[Chronicles of the Canongate by Sir Walter Scott]@TWC D-Link bookChronicles of the Canongate CHAPTER I 9/14
"I could have sworn now," said I to my cicerone, "that yon tree and waterfall was the very place where you intended to make a stop to-day." "The Lord forbid!" said Donald hastily. "And for what, Donald? Why should you be willing to pass so pleasant a spot ?" "It's ower near Dalmally, my leddy, to corn the beasts; it would bring their dinner ower near their breakfast, poor things.
An' besides, the place is not canny." "Oh! then the mystery is out.
There is a bogle or a brownie, a witch or a gyre-carlin, a bodach or a fairy, in the case ?" "The ne'er a bit, my leddy--ye are clean aff the road, as I may say.
But if your leddyship will just hae patience, and wait till we are by the place and out of the glen, I'll tell ye all about it.
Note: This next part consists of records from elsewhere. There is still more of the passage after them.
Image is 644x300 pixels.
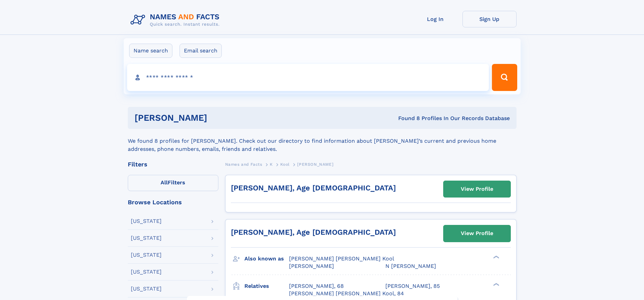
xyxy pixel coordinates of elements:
span: N [PERSON_NAME] [386,263,436,269]
label: Filters [128,175,218,191]
input: search input [127,64,489,91]
a: [PERSON_NAME], 68 [289,282,344,290]
a: [PERSON_NAME] [PERSON_NAME] Kool, 84 [289,290,404,297]
img: Logo Names and Facts [128,11,225,29]
a: Sign Up [463,11,517,28]
div: We found 8 profiles for [PERSON_NAME]. Check out our directory to find information about [PERSON_... [128,129,517,153]
h1: [PERSON_NAME] [135,113,303,122]
span: Kool [280,162,289,167]
a: [PERSON_NAME], Age [DEMOGRAPHIC_DATA] [231,184,396,192]
div: ❯ [491,255,500,259]
div: [US_STATE] [131,286,162,291]
div: Filters [128,161,218,168]
a: Kool [280,160,289,169]
a: Log In [409,11,463,28]
span: [PERSON_NAME] [289,263,334,269]
span: All [161,179,167,185]
h3: Also known as [245,253,289,264]
a: K [270,160,273,169]
a: Names and Facts [225,160,262,169]
span: K [270,162,273,167]
div: [US_STATE] [131,269,162,275]
div: ❯ [491,282,500,287]
a: View Profile [444,225,510,241]
label: Email search [180,44,222,58]
div: [US_STATE] [131,236,162,241]
div: Browse Locations [128,199,218,206]
div: Found 8 Profiles In Our Records Database [303,115,510,122]
span: [PERSON_NAME] [PERSON_NAME] Kool [289,255,394,262]
h3: Relatives [245,280,289,292]
a: [PERSON_NAME], 85 [386,282,440,290]
div: [US_STATE] [131,252,162,258]
span: [PERSON_NAME] [297,162,333,167]
div: [US_STATE] [131,218,162,224]
a: View Profile [444,181,510,197]
a: [PERSON_NAME], Age [DEMOGRAPHIC_DATA] [231,228,396,237]
label: Name search [129,44,173,58]
div: View Profile [461,226,493,241]
button: Search Button [492,64,517,91]
div: View Profile [461,181,493,197]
There is no much luck in speaking of such things in the place they chanced in." I was obliged to suspend my curiosity, observing, that if I persisted in twisting the discourse one way while Donald was twining it another, I should make his objection, like a hempen cord, just so much the tougher. At length the promised turn of the road brought us within fifty paces of the tree which I desired to admire, and I now saw to my surprise, that there was a human habitation among the cliffs which surrounded it.